Graphics Reference
In-Depth Information
Direct3D 1 (on Windows platforms for desktop/laptop, smartphone, and gaming
hardware such as Xbox 360) and the open source cross-platform OpenGL.
The goal of these low-level platforms is to provide access to the graphics hard-
ware functions in a hardware-independent manner with minimal resource cost;
they are thin layers above the graphics hardware device drivers. A key character-
istic is that they do not retain the scene; instead, the application must respecify
the scene to the platform in order to perform any update of the display. These
immediate-mode (IM) platforms thus act as conduits to the graphics hardware,
translating a device-independent stream of graphics instructions and data into the
proprietary instruction set of the underlying GPU.
You as a developer have the choice of directly using a low-level IM API—
which places the application close to the hardware, allowing maximum control—
or using a retained-mode (RM) middleware platform (such as WPF) that offers
the convenient abstraction of a scene graph. RM platforms—described in greater
detail in Section 16.4.2—create opportunities for automated performance opti-
mization, and simplify many development tasks by making it easier to express
complex constructions. However, when you use an RM platform, you lose the
potential for peak performance and may experience delays in access to the latest
hardware features when waiting for the next release of the middleware. It is usu-
ally a good idea to work at the highest level practical for your application, and use
a limited amount of lower-level code for performance-critical features.
It is important to note that the architecture of graphics hardware is in flux,
as GPUs become more powerful and more general-purpose. The GPU is rapidly
morphing into what might be called a Highly Parallel Processing Unit, which has
already brought ray tracing onto commodity graphics hardware and into the realm
of real-time rendering. Keep in mind that our focus here is on platforms built using
current GPU polygon-rendering architectures.
16.1.1 Evolution from Fixed-Function to Programmable
Rendering Pipeline
Graphics hardware and IM APIs have been co-evolving for several decades, each
influencing the other. New features on the hardware side have, of course, required
API enhancements for access. Simultaneously, developer identification of bottle-
necks and limitations in the IM layer and the underlying hardware produces feed-
back that leads to innovations in graphics hardware. The co-evolution has, over
time, caused a major paradigm shift in the IM layer's functionality, as exhibited
in Figure 16.1, whose focus is on the evolution of the two most pervasive IM
platforms on commodity hardware.
16.1.1.1 The Fixed-Function Era
Commodity graphics acceleration hardware in the early/mid-1990s implemented
fixed-function (FF) pipelines (similar to WPF's) using industry-standard non-
global lighting and shading models (Phong or Blinn-Phong lighting, Gouraud or
Phong shading), and depth-buffer visible surface determination as described in
1. Direct3D is the 3D graphics portion of the umbrella suite of multimedia APIs that
is known as DirectX. Note that some 3D-related publications will use the two names
interchangeably, but the proper way to refer to the 3D functionality is to use the term
“Direct3D” or the abbreviation “D3D.”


• _About this exercise_
Some lines in the entries contain the word "factors". Copy all of them.

• • •

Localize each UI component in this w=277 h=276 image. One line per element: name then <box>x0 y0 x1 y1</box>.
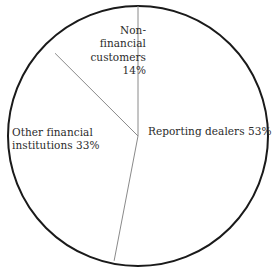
pie-chart-graphic <box>0 0 277 276</box>
pie-slice-reporting-dealers <box>114 6 277 266</box>
pie-chart: Non- financial customers 14% Other finan… <box>0 0 277 276</box>
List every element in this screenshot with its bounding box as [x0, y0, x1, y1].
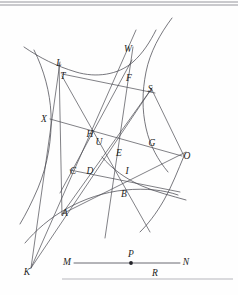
label-P: P — [127, 249, 134, 259]
label-O: O — [184, 151, 191, 161]
label-G: G — [149, 138, 156, 148]
label-S: S — [148, 84, 153, 94]
label-H: H — [86, 129, 95, 139]
label-F: F — [125, 73, 132, 83]
label-K: K — [23, 267, 31, 277]
chord-S-to-O-leg — [152, 90, 184, 156]
curve-branch-right-lower — [140, 156, 184, 232]
label-M: M — [62, 257, 72, 267]
conic-curves — [20, 18, 186, 243]
label-N: N — [182, 257, 190, 267]
label-W: W — [124, 44, 133, 54]
chord-T-to-I — [62, 76, 150, 232]
curve-hyperbola-left-branch — [20, 50, 51, 224]
label-I: I — [124, 166, 129, 176]
chord-T-to-S — [62, 74, 155, 93]
chord-A-to-G — [62, 152, 186, 214]
geometry-svg: LTWFSXHUGOECDIBAKMPNR — [0, 0, 238, 295]
curve-hyperbola-upper-left — [24, 30, 156, 75]
label-U: U — [96, 137, 104, 147]
chord-lines — [31, 30, 186, 268]
label-D: D — [86, 166, 94, 176]
label-X: X — [40, 114, 48, 124]
label-C: C — [70, 166, 77, 176]
label-B: B — [121, 189, 127, 199]
marked-points — [129, 261, 133, 265]
label-R: R — [151, 268, 158, 278]
top-rule-lines — [0, 2, 238, 5]
label-L: L — [55, 58, 61, 68]
figure-canvas: LTWFSXHUGOECDIBAKMPNR — [0, 0, 238, 295]
label-A: A — [61, 208, 68, 218]
point-dot-P — [129, 261, 133, 265]
curve-hyperbola-lower-left — [25, 189, 178, 243]
label-E: E — [115, 148, 122, 158]
chord-K-to-L — [31, 62, 60, 268]
label-T: T — [60, 71, 66, 81]
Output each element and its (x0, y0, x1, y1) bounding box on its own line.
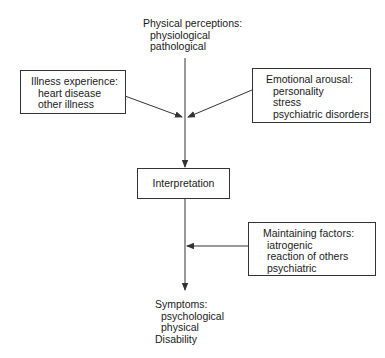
node-item: pathological (143, 41, 242, 53)
node-interpretation: Interpretation (137, 168, 230, 199)
node-item: stress (266, 97, 370, 109)
node-title: Interpretation (153, 178, 215, 190)
node-item: reaction of others (263, 251, 375, 263)
node-emotional-arousal: Emotional arousal: personality stress ps… (252, 68, 371, 123)
node-illness-experience: Illness experience: heart disease other … (20, 70, 126, 114)
node-symptoms: Symptoms: psychological physical Disabil… (155, 299, 224, 345)
node-item: other illness (31, 99, 125, 111)
node-maintaining-factors: Maintaining factors: iatrogenic reaction… (248, 222, 376, 276)
arrow-emotional-to-center (188, 90, 252, 117)
node-title: Illness experience: (31, 76, 125, 88)
node-title: Symptoms: (155, 299, 224, 311)
node-footer: Disability (155, 334, 224, 346)
node-physical-perceptions: Physical perceptions: physiological path… (143, 18, 242, 53)
node-item: psychiatric (263, 263, 375, 275)
node-item: physical (155, 322, 224, 334)
node-title: Maintaining factors: (263, 228, 375, 240)
arrow-illness-to-center (125, 96, 182, 117)
node-item: psychiatric disorders (266, 109, 370, 121)
node-title: Emotional arousal: (266, 74, 370, 86)
node-title: Physical perceptions: (143, 18, 242, 30)
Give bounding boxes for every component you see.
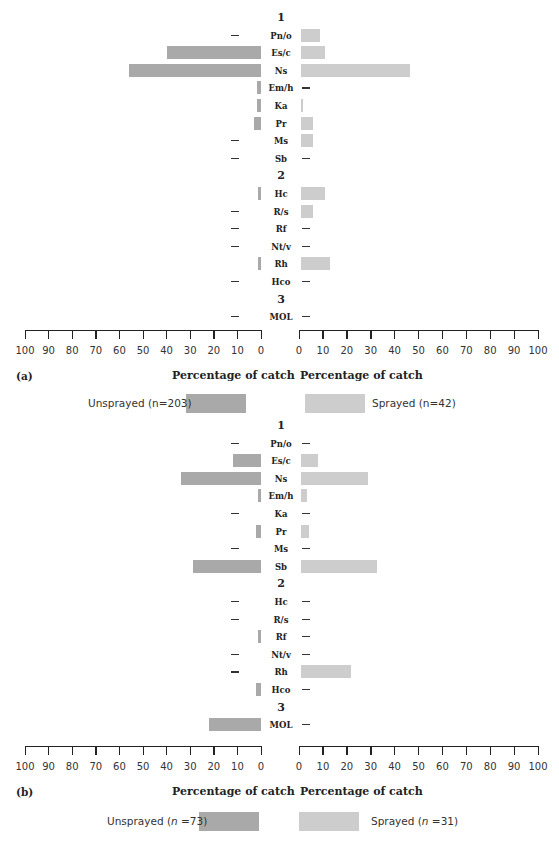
category-label: Ms <box>262 541 300 557</box>
right-axis-tick <box>322 330 323 339</box>
category-label: Rh <box>262 256 300 272</box>
left-tick-label: 100 <box>10 345 40 356</box>
right-tick-label: 100 <box>523 761 553 772</box>
category-row: Rh <box>0 664 559 680</box>
group-header-row: 1 <box>0 10 559 26</box>
category-label: Em/h <box>262 488 300 504</box>
zero-dash-right <box>302 228 310 229</box>
right-axis-tick <box>370 330 371 339</box>
group-header-row: 3 <box>0 700 559 716</box>
category-row: Ms <box>0 541 559 557</box>
category-label: Nt/v <box>262 647 300 663</box>
zero-dash-right <box>302 601 310 602</box>
zero-dash-right <box>302 724 310 725</box>
category-row: MOL <box>0 309 559 325</box>
category-row: Ms <box>0 133 559 149</box>
unsprayed-bar <box>258 630 261 643</box>
zero-dash-right <box>302 158 310 159</box>
category-row: Hco <box>0 682 559 698</box>
left-axis-tick <box>25 746 26 755</box>
category-row: Hco <box>0 274 559 290</box>
panel-a: 1Pn/oEs/cNsEm/hKaPrMsSb2HcR/sRfNt/vRhHco… <box>0 0 559 420</box>
category-label: Es/c <box>262 45 300 61</box>
zero-dash-left <box>231 671 239 672</box>
category-row: Sb <box>0 559 559 575</box>
right-axis-tick <box>442 330 443 339</box>
category-label: R/s <box>262 204 300 220</box>
unsprayed-bar <box>167 46 261 59</box>
unsprayed-bar <box>257 81 261 94</box>
right-axis-tick <box>418 746 419 755</box>
zero-dash-left <box>231 513 239 514</box>
category-label: Hc <box>262 186 300 202</box>
category-row: Rf <box>0 221 559 237</box>
right-axis-tick <box>490 330 491 339</box>
left-axis-tick <box>190 330 191 339</box>
zero-dash-left <box>231 35 239 36</box>
unsprayed-swatch <box>199 812 259 831</box>
category-row: Nt/v <box>0 239 559 255</box>
category-label: Hco <box>262 682 300 698</box>
zero-dash-right <box>302 443 310 444</box>
category-label: MOL <box>262 309 300 325</box>
category-row: Ns <box>0 471 559 487</box>
left-axis-tick <box>166 330 167 339</box>
category-label: Ms <box>262 133 300 149</box>
category-label: Ns <box>262 63 300 79</box>
right-axis-tick <box>442 746 443 755</box>
category-row: R/s <box>0 204 559 220</box>
group-label: 1 <box>262 10 300 26</box>
right-axis-tick <box>466 746 467 755</box>
zero-dash-left <box>231 228 239 229</box>
category-label: Ka <box>262 98 300 114</box>
zero-dash-left <box>231 281 239 282</box>
category-row: Nt/v <box>0 647 559 663</box>
group-header-row: 1 <box>0 418 559 434</box>
category-label: Ns <box>262 471 300 487</box>
category-label: MOL <box>262 717 300 733</box>
sprayed-bar <box>301 99 303 112</box>
zero-dash-left <box>231 654 239 655</box>
right-axis-tick <box>466 330 467 339</box>
category-row: Es/c <box>0 453 559 469</box>
legend-n-italic: n <box>422 815 429 827</box>
left-axis-tick <box>143 330 144 339</box>
category-row: Em/h <box>0 80 559 96</box>
zero-dash-left <box>231 619 239 620</box>
category-label: Rh <box>262 664 300 680</box>
sprayed-legend-label: Sprayed (n=42) <box>372 397 456 409</box>
left-axis-tick <box>213 746 214 755</box>
legend-text: Sprayed ( <box>371 815 422 827</box>
right-axis-tick <box>299 746 300 755</box>
right-axis-tick <box>538 330 539 339</box>
category-label: Rf <box>262 221 300 237</box>
sprayed-bar <box>301 205 313 218</box>
unsprayed-bar <box>256 525 261 538</box>
sprayed-bar <box>301 472 368 485</box>
sprayed-bar <box>301 665 351 678</box>
category-row: Pr <box>0 524 559 540</box>
zero-dash-right <box>302 87 310 88</box>
left-axis-tick <box>261 330 262 339</box>
category-row: Es/c <box>0 45 559 61</box>
group-label: 3 <box>262 700 300 716</box>
group-label: 3 <box>262 292 300 308</box>
left-axis-tick <box>72 746 73 755</box>
left-axis-tick <box>237 746 238 755</box>
left-axis-title: Percentage of catch <box>172 369 295 382</box>
unsprayed-bar <box>258 489 261 502</box>
left-axis-tick <box>95 330 96 339</box>
right-axis-title: Percentage of catch <box>300 369 423 382</box>
zero-dash-right <box>302 619 310 620</box>
sprayed-bar <box>301 29 320 42</box>
unsprayed-swatch <box>186 394 246 413</box>
zero-dash-left <box>231 316 239 317</box>
zero-dash-left <box>231 158 239 159</box>
sprayed-bar <box>301 489 307 502</box>
zero-dash-left <box>231 548 239 549</box>
right-axis-tick <box>322 746 323 755</box>
unsprayed-bar <box>257 99 261 112</box>
sprayed-bar <box>301 46 325 59</box>
sprayed-bar <box>301 64 410 77</box>
category-row: Em/h <box>0 488 559 504</box>
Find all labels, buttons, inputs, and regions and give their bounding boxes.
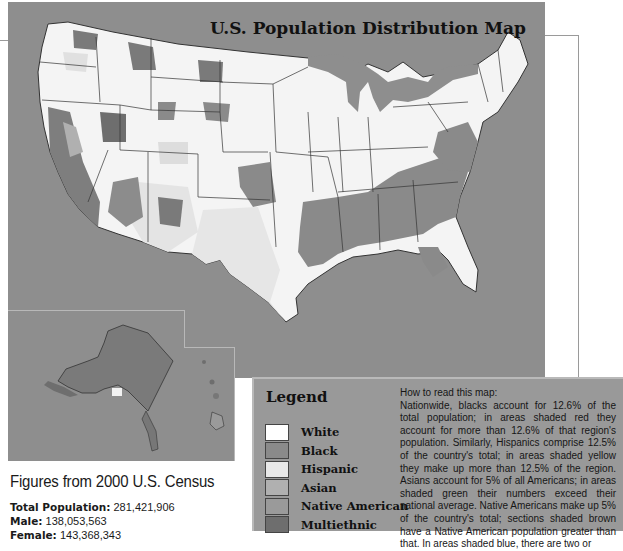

• • •

• _Your response_
node-maintaining-factors: Maintaining factors: iatrogenic reaction… (248, 222, 376, 276)
node-title: Maintaining factors: (263, 228, 375, 240)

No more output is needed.